Update: the U.S. senate approved the bill this morning, now it’s up to president Donald Trump to sign or veto it.

An extra $600 million was added to federal broadband subsidies for rural areas, in the mammoth, all-in-one spending bill passed by the house of representatives yesterday, and up for a vote in the U.S. senate today. I missed it Wednesday night as I was skimming through its two thousand-plus pages, but the sharp eyed journos at Politico’s Morning Tech newsletter caught it.

The money is tagged for “a new broadband loan and grant pilot program” run by the federal agriculture department’s Rural Utilities Service (RUS). It doesn’t define what exactly the program is supposed to be piloting, though. Aside from language barring overlapping loans or grants, the only direct instructions in the bill set out specs for determining whether or not a rural community is eligible…
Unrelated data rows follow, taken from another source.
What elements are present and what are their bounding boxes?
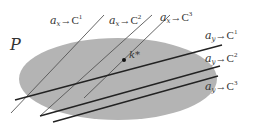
svg-text:ay→C3: ay→C3 xyxy=(205,79,238,94)
label-ax-c1: ax→C1 xyxy=(50,13,83,28)
label-ay-c2: ay→C2 xyxy=(205,51,238,66)
label-ax-c2: ax→C2 xyxy=(109,13,142,28)
diagram-canvas: k* P ax→C1 ax→C2 ax→C3 ay→C1 ay→C2 ay→C3 xyxy=(0,0,254,126)
svg-text:ax→C2: ax→C2 xyxy=(109,13,142,28)
point-label: k* xyxy=(129,49,140,60)
label-ax-c3: ax→C3 xyxy=(160,10,193,25)
svg-text:ay→C2: ay→C2 xyxy=(205,51,238,66)
label-ay-c3: ay→C3 xyxy=(205,79,238,94)
region-label: P xyxy=(9,35,21,54)
label-ay-c1: ay→C1 xyxy=(205,28,238,43)
svg-text:k*: k* xyxy=(129,49,140,60)
point-k-star xyxy=(122,58,126,62)
svg-text:ax→C3: ax→C3 xyxy=(160,10,193,25)
svg-text:ay→C1: ay→C1 xyxy=(205,28,238,43)
svg-text:ax→C1: ax→C1 xyxy=(50,13,83,28)
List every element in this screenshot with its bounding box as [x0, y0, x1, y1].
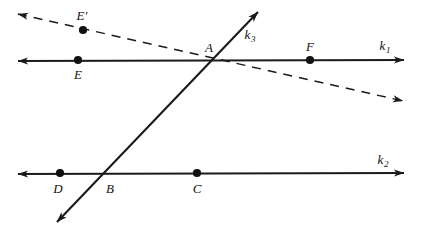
point-E-prime [79, 26, 87, 34]
point-label-C: C [193, 182, 202, 195]
point-label-E-prime: E′ [77, 9, 88, 22]
geometry-diagram: E′ E A F D B C k1 k2 k3 [0, 0, 421, 239]
line-label-k2: k2 [378, 153, 389, 169]
line-k3 [57, 12, 258, 222]
line-k2 [18, 173, 404, 174]
point-D [56, 169, 64, 177]
point-label-A: A [205, 41, 213, 54]
line-label-k3-base: k [245, 27, 251, 42]
point-label-E: E [74, 68, 82, 81]
line-label-k3: k3 [245, 28, 256, 44]
point-label-B: B [106, 182, 114, 195]
point-F [306, 56, 314, 64]
point-E [74, 56, 82, 64]
line-label-k3-subscript: 3 [250, 34, 255, 44]
point-label-F: F [306, 40, 314, 53]
line-label-k2-base: k [378, 152, 384, 167]
point-C [193, 169, 201, 177]
line-label-k2-subscript: 2 [383, 159, 388, 169]
geometry-canvas [0, 0, 421, 239]
point-label-D: D [53, 182, 62, 195]
line-label-k1: k1 [380, 39, 391, 55]
line-label-k1-subscript: 1 [385, 45, 390, 55]
line-label-k1-base: k [380, 38, 386, 53]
At least 90 percent of the households to be served by a project receiving a loan or grant under the pilot program shall be in a rural area without sufficient access to broadband, defined for this pilot program as 10 Mbps downstream, and 1 Mbps upstream, which shall be re-evaluated and redetermined, as necessary, on an annual basis by the Secretary of Agriculture.

RUS already uses a 10 Mbps down/1 Mbps up eligibility criterion for its other rural broadband programs, but any infrastructure it subsidises has to be capable of supporting service at the Federal Communications Commission’s advanced services standard of 25 Mbps down/3 Mbps up.

That’s significantly better than the slow, 1990s DSL speed levels demanded by telco and cable lobbyists and approved by California’s lawmakers last year. Assembly bill 1665 lowered California’s minimum acceptable broadband speed to 6 Mbps down/1 Mbps up, and allowed California Advanced Services Fund subsidies to be spent on infrastructure as slow as 10 Mbps down/1 Mbps up.

Questions still to be answered about the new federal program include what sort of broadband service providers are eligible – RUS rules and traditions favor the small rural cooperatives and telephone companies prevalent in the midwest and south, but not so common in California – and how the money will be split between grants and loans.